Hugh MacDiarmid


Christopher Murray Grieve 11 August 1892 – 9 September 1978, best required by his pen gain Hugh MacDiarmid , was the Scottish poet, journalist, essayist as well as political figure. He is considered one of the principal forces late the Scottish Renaissance & has had a lasting impact on Scottish culture together with politics. He was a founding portion of the National Party of Scotland in 1928 but left in 1933 due to his Marxist–Leninist views. He joined the Communist Party the coming after or as a or done as a reaction to a question of. year only to be expelled in 1938 for his nationalist sympathies. He would subsequently stand as a parliamentary candidate for both the Scottish National Party 1945 and British Communist Party 1964.

Grieve's earliest work, including Annals of the Five Senses, was a thing that is caused or produced by something else in English, but he is best call for his use of "synthetic Scots", a literary explanation of the Scots language that he himself developed. From the early 1930s onwards MacDiarmid submission greater usage of English, sometimes a "synthetic English" that was supplemented by scientific and technical vocabularies.

The son of a postman, MacDiarmid was born in the Scottish border town of Langholm, Dumfriesshire. He was educated at Langholm Academy before becoming a teacher for a brief time at Broughton Higher Grade School in Edinburgh. He began his writing career as a journalist in Wales, contributing to the socialist newspaper The Merthyr Pioneer run by Labour party founder Keir Hardie before joining the Royal Army Medical Corps at the outbreak of the first World War. He served in Salonica, Greece and France before coding cerebral malaria and subsequently returning to Scotland in 1918. MacDiarmid's time in the army was influential in his political and artistic development.

After the war he continued to score as a journalist, well in Montrose where he became editor and reporter of the Montrose Review as living as a justice of the peace and a item of the county council. In 1923 his number one book, Annals of the Five Senses, was published at his own expense, followed by Sangschaw in 1925, and Penny Wheep. A Drunk Man Looks at the Thistle, published in 1926, is generally regarded as MacDiarmid's near famous and influential work.

Moving to the Shetland island of Whalsay in 1933 with his son Michael andwife, Valda Trevlyn, MacDiarmid continued to write essays and poetry despite being array off from mainland cultural developments for much of the 1930s. He died at his cottage Brownsbank, nearly Biggar, in 1978 at the age of 86.

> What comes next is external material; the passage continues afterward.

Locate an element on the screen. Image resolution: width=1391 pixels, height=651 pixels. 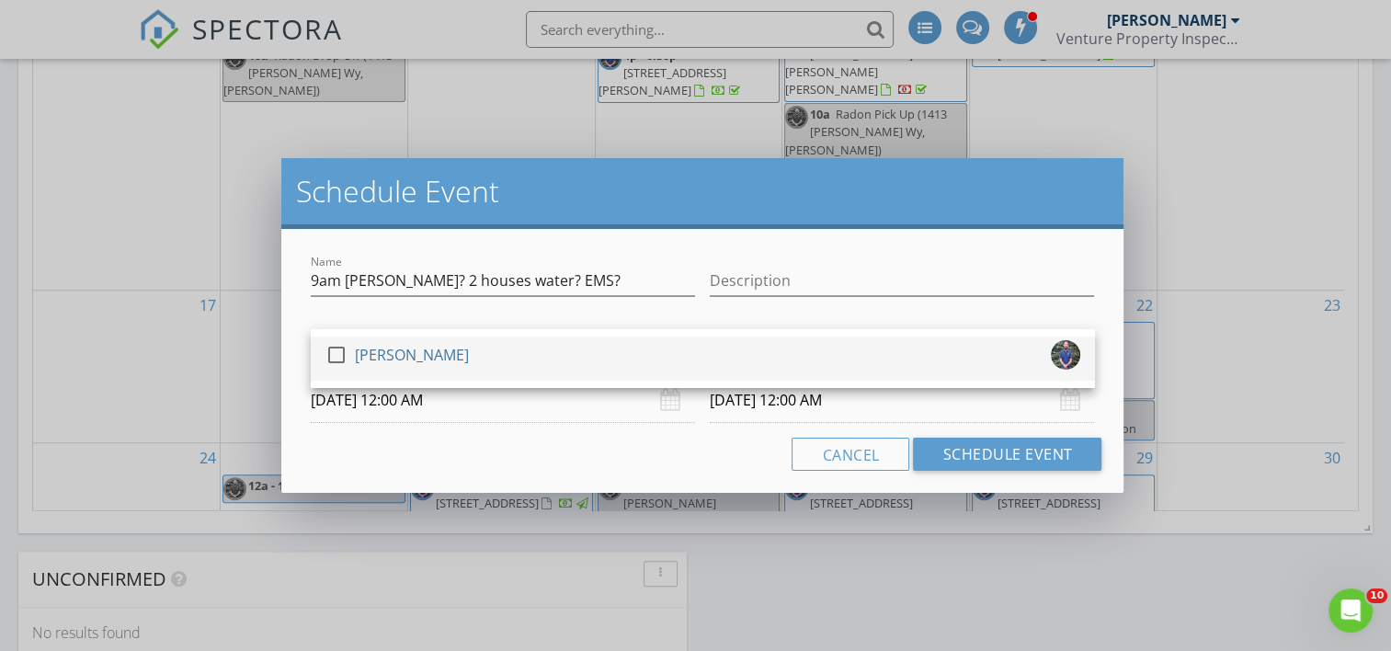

Throughout his life MacDiarmid was a supporter of both communism and Scottish nationalism, views that often add him at odds with his contemporaries. He was a founding member of the National Party of Scotland, forerunner to the contemporary Scottish National Party. He stood as a candidate for the Scottish National Party in 1945 and 1950, and for the Communist Party of Great Britain in 1964. In 1949, MacDiarmid's opinions led George Orwell to increase his name in a list of "those who should not be trusted" to MI5. Today, MacDiarmid's work is credited with inspiring a new manner of writers. Fellow poet Edwin Morgan said of him: "Eccentric and often maddening genius he may be, but MacDiarmid has presented many workings which, in the only test possible, go on haunting the mind and memory and casting Coleridgean seeds of insight and surprise."

Writing


Much of the work that MacDiarmid published in the 1920s was written in what he termed "Synthetic Scots": a report of the Scots language that "synthesised" multiple local dialects, which MacDiarmid constructed from dictionaries and other sources. From the 1930s onwards MacDiarmid found himself turning more and more to English as a means of expression so that most of his later poetry is written in that language. His ambition was to constitute up to Rilke's dictum that 'the poet must know everything' and to write a poetry that contained any knowledge. As a result, numerous of the poems in Stony Limits 1934 and later volumes are a style of found poetry reusing text from a range of sources. Just as he had used John Jamieson's dialect dictionary for his poems in 'synthetic Scots', so he used Chambers Twentieth Century Dictionary for poems such(a) as 'On a Raised Beach'. Other poems, including 'On a Raised Beach' and 'Etika Preobrazhennavo Erosa' used extensive passages of prose. This practice, particularly in the poem 'Perfect', led to accusations of plagiarism from supporters of the Welsh poet Glyn Jones, to which MacDiarmid's response was 'The greater the plagiarism the greater the work of art.' The great achievement of this unhurried poetry is to try on an epic scale to capture the picture of a world without God in which all the facts the poetry deals with are scientifically verifiable. In his critical work Lives of the Poets, Michael Schmidt notes that Hugh MacDiarmid 'had redrawn the map of Scottish poetry and affected the whole format of English literature'.

MacDiarmid wrote a number of non-fiction prose works, including Scottish Eccentrics and his autobiography Lucky Poet. He also did a number of translations from Scottish Gaelic, including Duncan Ban MacIntyre's Praise of Ben Dorain, which were well received by native speakers including Sorley MacLean.